On Thursday, 31 January 2013 at 23:53:26 UTC, Steven
Schveighoffer wrote:
On Thu, 31 Jan 2013 18:27:59 -0500, Jeremy DeHaan
<dehaan.jerem...@gmail.com> wrote:
On Wednesday, 30 January 2013 at 10:29:26 UTC, monarch_dodra
wrote:
To add to that, you also have to keep in mind that when the
program terminates (even legally), instead of running a
*full* collect cycle, the program just leaves, and lets the
OS clear any allocated memory. This is both faster, and safer.
What this means is that while there is a guarantee that
"collection=>destruction", there is no guarantee that actual
collection will happen.
If you absolutely must be sure that something allocated gets
*destroyed*, either destroy it yourself via an explicit call,
or bind it to a stack based RAII scheme, possibly with
reference counting.
So there is no guarantee at all that a destructor will be
called even at the end of the program? Because there is an
example in the book using a class destructor to free allocated
data.
I'm pretty sure all GCs do not have a guarantee of running all
destructors. I think D's GC makes a good effort to do so.
I definitely understand now about how not to rely on a
destructor to free up memory during runtime, but it seems
counterintuitive to have the ability to write a destructor
with no guarantee it would ever be called even at cleanup.
A destructor should ONLY be used to free up resources other
than GC allocated memory. Because of that, it's generally not
used.
It should be used almost as a "last resort".
For example, a class that holds a file descriptor should have
both a destructor (which closes the descriptor) and a manual
close method. The former is to clean up the file descriptor in
case nobody thought to close it manually before all references
were gone, and the latter is because file descriptors are not
really managed by the GC, and so should be cleaned up when they
are no longer used.
This kind of gives us a paradox, since the class is managed via
the GC, how do you know it's no longer used (that is, how do
you know this is the last reference to it)? That is really up
to the application design. But I wouldn't recommend relying on
the GC to clean up your descriptors.
-Steve
This makes a whole lot of sense to me. I never realized that a GC
could be imperfect in this regard. I also don't know much about
GC design and implementation, but that was the purpose of this
thread!
I definitely like the idea of having a manual way of cleaning up
and a destructor as a back up for times such as these.
Thanks for all the help guys! I learned a lot!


Work instructions
Write out every line below that includes the word "cases".

Content starts

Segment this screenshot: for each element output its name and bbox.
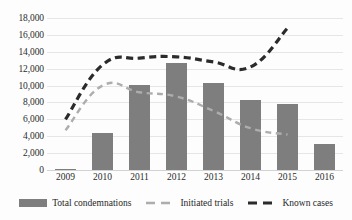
y-axis-tick-label: 16,000 (0, 30, 44, 40)
plot-area (47, 18, 343, 170)
y-axis-tick-label: 10,000 (0, 81, 44, 91)
x-axis-tick-label: 2009 (56, 172, 75, 182)
line-series-initiated-trials (66, 83, 288, 135)
x-axis: 20092010201120122013201420152016 (47, 172, 343, 188)
legend-item-label: Total condemnations (52, 198, 131, 208)
y-axis-tick-label: 12,000 (0, 64, 44, 74)
legend-dashed-line-swatch-icon (247, 198, 277, 208)
x-axis-tick-label: 2010 (93, 172, 112, 182)
gridline (47, 170, 343, 171)
y-axis-tick-label: 8,000 (0, 97, 44, 107)
line-series-known-cases (66, 28, 288, 119)
y-axis-tick-label: 18,000 (0, 13, 44, 23)
legend-item[interactable]: Total condemnations (19, 198, 131, 208)
legend-item[interactable]: Known cases (247, 198, 332, 208)
y-axis-tick-label: 2,000 (0, 148, 44, 158)
x-axis-tick-label: 2011 (130, 172, 149, 182)
legend-item-label: Initiated trials (180, 198, 233, 208)
legend-bar-swatch-icon (19, 199, 47, 207)
y-axis-tick-label: 14,000 (0, 47, 44, 57)
legend-dashed-line-swatch-icon (145, 198, 175, 208)
chart-legend: Total condemnationsInitiated trialsKnown… (0, 194, 352, 212)
legend-item-label: Known cases (282, 198, 332, 208)
x-axis-tick-label: 2014 (241, 172, 260, 182)
x-axis-tick-label: 2012 (167, 172, 186, 182)
y-axis-tick-label: 4,000 (0, 131, 44, 141)
y-axis-tick-label: 0 (0, 165, 44, 175)
x-axis-tick-label: 2013 (204, 172, 223, 182)
x-axis-tick-label: 2015 (278, 172, 297, 182)
line-series-layer (47, 18, 343, 170)
legend-item[interactable]: Initiated trials (145, 198, 233, 208)
chart-container: 02,0004,0006,0008,00010,00012,00014,0001… (0, 0, 352, 220)
y-axis-tick-label: 6,000 (0, 114, 44, 124)
y-axis: 02,0004,0006,0008,00010,00012,00014,0001… (0, 18, 44, 170)
x-axis-tick-label: 2016 (315, 172, 334, 182)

Content ends

Finished exercise
line-series-known-cases (66, 28, 288, 119)
legend-item[interactable]: Known cases (247, 198, 332, 208)
legend-item-label: Known cases (282, 198, 332, 208)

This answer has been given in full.